Editorial | Canadians deserve better

publication date: Jul 23, 2019
 | 
author/source: Ann Rosenfield

Execution eats strategy for lunch

- Jim Schleckser

Recently, the Senate committee on Charity released their recommendations. Since the charity sector is founded on the belief in social change, it is not surprising that many charity leaders had different ideas about which recommendations should, or should not, have been included. What was extremely surprising was that the recommendations came with no execution plan.

What?

The range and scope of participation is impressive.

The Senate committee had 160 witnesses, 90 briefs, and visited 24 cities. Think for a minute about the number of hours that went into this – every single speaker, every single submission spent several hours preparing thoughtful, and thorough, information. Each presenter travelled to offer their thoughts. And by all accounts, those thoughts were carefully recorded, analyzed, and compiled into a thoughtful set of recommendations.

And then the baton got dropped.

The charity sector is good at doing less with more. As strong as these recommendations are, the sector cannot execute any of them on our own. We cannot pass legislations, we cannot change policy, we cannot provide direction to Ministries. Yet, the plan contains dozens of recommendations based on countless hours of work, that will go precisely nowhere as of now.

However well-intentioned this process was, it is disrespectful to those who presented their well -constructed ideas, those who volunteer and work in the charity sector. Most importantly, this means that those who rely on the services of the charity sector are not being given the best possible situation.

Canadians deserve better. Canadians deserve an implementation plan.

Ann Rosenfield is the Editor of Hilborn Charity eNews.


YOUR GOAL
Write the records out again. Match them exactly.

==================================================

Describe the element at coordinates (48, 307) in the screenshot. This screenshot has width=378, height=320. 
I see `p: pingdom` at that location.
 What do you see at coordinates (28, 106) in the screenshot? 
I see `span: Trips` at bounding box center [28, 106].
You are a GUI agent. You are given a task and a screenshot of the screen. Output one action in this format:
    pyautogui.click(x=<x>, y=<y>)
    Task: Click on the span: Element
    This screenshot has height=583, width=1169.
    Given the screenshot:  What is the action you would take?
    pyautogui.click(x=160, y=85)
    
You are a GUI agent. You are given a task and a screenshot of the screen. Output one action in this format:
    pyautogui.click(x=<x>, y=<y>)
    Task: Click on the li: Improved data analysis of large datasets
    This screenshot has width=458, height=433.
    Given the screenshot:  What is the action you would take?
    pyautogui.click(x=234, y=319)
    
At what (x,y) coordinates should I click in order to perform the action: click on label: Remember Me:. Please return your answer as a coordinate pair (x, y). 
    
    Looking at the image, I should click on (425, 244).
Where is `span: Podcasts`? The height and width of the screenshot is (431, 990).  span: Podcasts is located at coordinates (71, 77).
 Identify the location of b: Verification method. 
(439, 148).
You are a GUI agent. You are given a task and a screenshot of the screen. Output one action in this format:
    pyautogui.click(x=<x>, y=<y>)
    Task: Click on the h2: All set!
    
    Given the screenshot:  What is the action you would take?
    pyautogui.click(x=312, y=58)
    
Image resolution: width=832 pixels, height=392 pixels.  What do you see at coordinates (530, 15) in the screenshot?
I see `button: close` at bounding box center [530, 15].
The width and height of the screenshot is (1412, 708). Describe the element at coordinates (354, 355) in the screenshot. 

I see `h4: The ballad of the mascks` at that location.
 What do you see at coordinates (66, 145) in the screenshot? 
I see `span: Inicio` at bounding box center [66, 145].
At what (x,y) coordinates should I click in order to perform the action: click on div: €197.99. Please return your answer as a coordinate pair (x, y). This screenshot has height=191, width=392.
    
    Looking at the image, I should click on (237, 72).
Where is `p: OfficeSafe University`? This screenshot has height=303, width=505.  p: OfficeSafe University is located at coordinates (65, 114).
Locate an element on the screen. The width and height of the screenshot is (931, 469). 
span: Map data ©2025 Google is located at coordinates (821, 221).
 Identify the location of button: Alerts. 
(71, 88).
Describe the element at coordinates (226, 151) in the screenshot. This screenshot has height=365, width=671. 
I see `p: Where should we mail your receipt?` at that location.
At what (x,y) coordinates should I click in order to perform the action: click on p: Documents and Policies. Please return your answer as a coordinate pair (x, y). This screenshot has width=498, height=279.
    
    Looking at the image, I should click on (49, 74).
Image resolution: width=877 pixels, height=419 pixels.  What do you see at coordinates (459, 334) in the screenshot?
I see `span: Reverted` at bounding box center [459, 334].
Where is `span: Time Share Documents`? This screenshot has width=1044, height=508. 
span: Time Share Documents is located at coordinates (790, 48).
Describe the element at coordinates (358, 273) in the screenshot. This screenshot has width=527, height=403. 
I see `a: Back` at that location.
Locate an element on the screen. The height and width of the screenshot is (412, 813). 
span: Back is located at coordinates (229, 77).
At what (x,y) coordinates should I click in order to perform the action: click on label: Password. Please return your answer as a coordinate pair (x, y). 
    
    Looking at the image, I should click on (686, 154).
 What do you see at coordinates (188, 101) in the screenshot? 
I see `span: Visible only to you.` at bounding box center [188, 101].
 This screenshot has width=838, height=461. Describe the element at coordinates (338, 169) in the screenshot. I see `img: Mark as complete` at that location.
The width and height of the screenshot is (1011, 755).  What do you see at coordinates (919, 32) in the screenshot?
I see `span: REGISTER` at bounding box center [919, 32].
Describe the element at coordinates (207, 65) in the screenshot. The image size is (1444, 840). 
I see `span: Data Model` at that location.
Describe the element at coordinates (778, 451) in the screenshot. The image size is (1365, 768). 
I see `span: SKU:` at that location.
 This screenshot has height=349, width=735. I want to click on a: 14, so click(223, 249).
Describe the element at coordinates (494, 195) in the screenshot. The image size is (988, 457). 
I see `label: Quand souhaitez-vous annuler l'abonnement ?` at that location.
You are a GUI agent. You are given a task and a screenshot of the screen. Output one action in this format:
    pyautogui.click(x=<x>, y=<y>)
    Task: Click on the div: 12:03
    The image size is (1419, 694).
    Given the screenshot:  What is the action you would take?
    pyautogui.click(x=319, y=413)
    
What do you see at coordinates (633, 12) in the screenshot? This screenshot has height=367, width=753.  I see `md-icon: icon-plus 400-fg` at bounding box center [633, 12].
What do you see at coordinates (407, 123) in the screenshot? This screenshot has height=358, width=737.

==================================================

EXERCISE SOLUTION
Describe the element at coordinates (48, 307) in the screenshot. This screenshot has width=378, height=320. 
I see `p: pingdom` at that location.
 What do you see at coordinates (28, 106) in the screenshot? 
I see `span: Trips` at bounding box center [28, 106].
You are a GUI agent. You are given a task and a screenshot of the screen. Output one action in this format:
    pyautogui.click(x=<x>, y=<y>)
    Task: Click on the span: Element
    This screenshot has height=583, width=1169.
    Given the screenshot:  What is the action you would take?
    pyautogui.click(x=160, y=85)
    
You are a GUI agent. You are given a task and a screenshot of the screen. Output one action in this format:
    pyautogui.click(x=<x>, y=<y>)
    Task: Click on the li: Improved data analysis of large datasets
    This screenshot has width=458, height=433.
    Given the screenshot:  What is the action you would take?
    pyautogui.click(x=234, y=319)
    
At what (x,y) coordinates should I click in order to perform the action: click on label: Remember Me:. Please return your answer as a coordinate pair (x, y). 
    
    Looking at the image, I should click on (425, 244).
Where is `span: Podcasts`? The height and width of the screenshot is (431, 990).  span: Podcasts is located at coordinates (71, 77).
 Identify the location of b: Verification method. 
(439, 148).
You are a GUI agent. You are given a task and a screenshot of the screen. Output one action in this format:
    pyautogui.click(x=<x>, y=<y>)
    Task: Click on the h2: All set!
    
    Given the screenshot:  What is the action you would take?
    pyautogui.click(x=312, y=58)
    
Image resolution: width=832 pixels, height=392 pixels.  What do you see at coordinates (530, 15) in the screenshot?
I see `button: close` at bounding box center [530, 15].
The width and height of the screenshot is (1412, 708). Describe the element at coordinates (354, 355) in the screenshot. 

I see `h4: The ballad of the mascks` at that location.
 What do you see at coordinates (66, 145) in the screenshot? 
I see `span: Inicio` at bounding box center [66, 145].
At what (x,y) coordinates should I click in order to perform the action: click on div: €197.99. Please return your answer as a coordinate pair (x, y). This screenshot has height=191, width=392.
    
    Looking at the image, I should click on (237, 72).
Where is `p: OfficeSafe University`? This screenshot has height=303, width=505.  p: OfficeSafe University is located at coordinates (65, 114).
Locate an element on the screen. The width and height of the screenshot is (931, 469). 
span: Map data ©2025 Google is located at coordinates (821, 221).
 Identify the location of button: Alerts. 
(71, 88).
Describe the element at coordinates (226, 151) in the screenshot. This screenshot has height=365, width=671. 
I see `p: Where should we mail your receipt?` at that location.
At what (x,y) coordinates should I click in order to perform the action: click on p: Documents and Policies. Please return your answer as a coordinate pair (x, y). This screenshot has width=498, height=279.
    
    Looking at the image, I should click on (49, 74).
Image resolution: width=877 pixels, height=419 pixels.  What do you see at coordinates (459, 334) in the screenshot?
I see `span: Reverted` at bounding box center [459, 334].
Where is `span: Time Share Documents`? This screenshot has width=1044, height=508. 
span: Time Share Documents is located at coordinates (790, 48).
Describe the element at coordinates (358, 273) in the screenshot. This screenshot has width=527, height=403. 
I see `a: Back` at that location.
Locate an element on the screen. The height and width of the screenshot is (412, 813). 
span: Back is located at coordinates (229, 77).
At what (x,y) coordinates should I click in order to perform the action: click on label: Password. Please return your answer as a coordinate pair (x, y). 
    
    Looking at the image, I should click on (686, 154).
 What do you see at coordinates (188, 101) in the screenshot? 
I see `span: Visible only to you.` at bounding box center [188, 101].
 This screenshot has width=838, height=461. Describe the element at coordinates (338, 169) in the screenshot. I see `img: Mark as complete` at that location.
The width and height of the screenshot is (1011, 755).  What do you see at coordinates (919, 32) in the screenshot?
I see `span: REGISTER` at bounding box center [919, 32].
Describe the element at coordinates (207, 65) in the screenshot. The image size is (1444, 840). 
I see `span: Data Model` at that location.
Describe the element at coordinates (778, 451) in the screenshot. The image size is (1365, 768). 
I see `span: SKU:` at that location.
 This screenshot has height=349, width=735. I want to click on a: 14, so click(223, 249).
Describe the element at coordinates (494, 195) in the screenshot. The image size is (988, 457). 
I see `label: Quand souhaitez-vous annuler l'abonnement ?` at that location.
You are a GUI agent. You are given a task and a screenshot of the screen. Output one action in this format:
    pyautogui.click(x=<x>, y=<y>)
    Task: Click on the div: 12:03
    The image size is (1419, 694).
    Given the screenshot:  What is the action you would take?
    pyautogui.click(x=319, y=413)
    
What do you see at coordinates (633, 12) in the screenshot? This screenshot has height=367, width=753.  I see `md-icon: icon-plus 400-fg` at bounding box center [633, 12].
What do you see at coordinates (407, 123) in the screenshot? This screenshot has height=358, width=737.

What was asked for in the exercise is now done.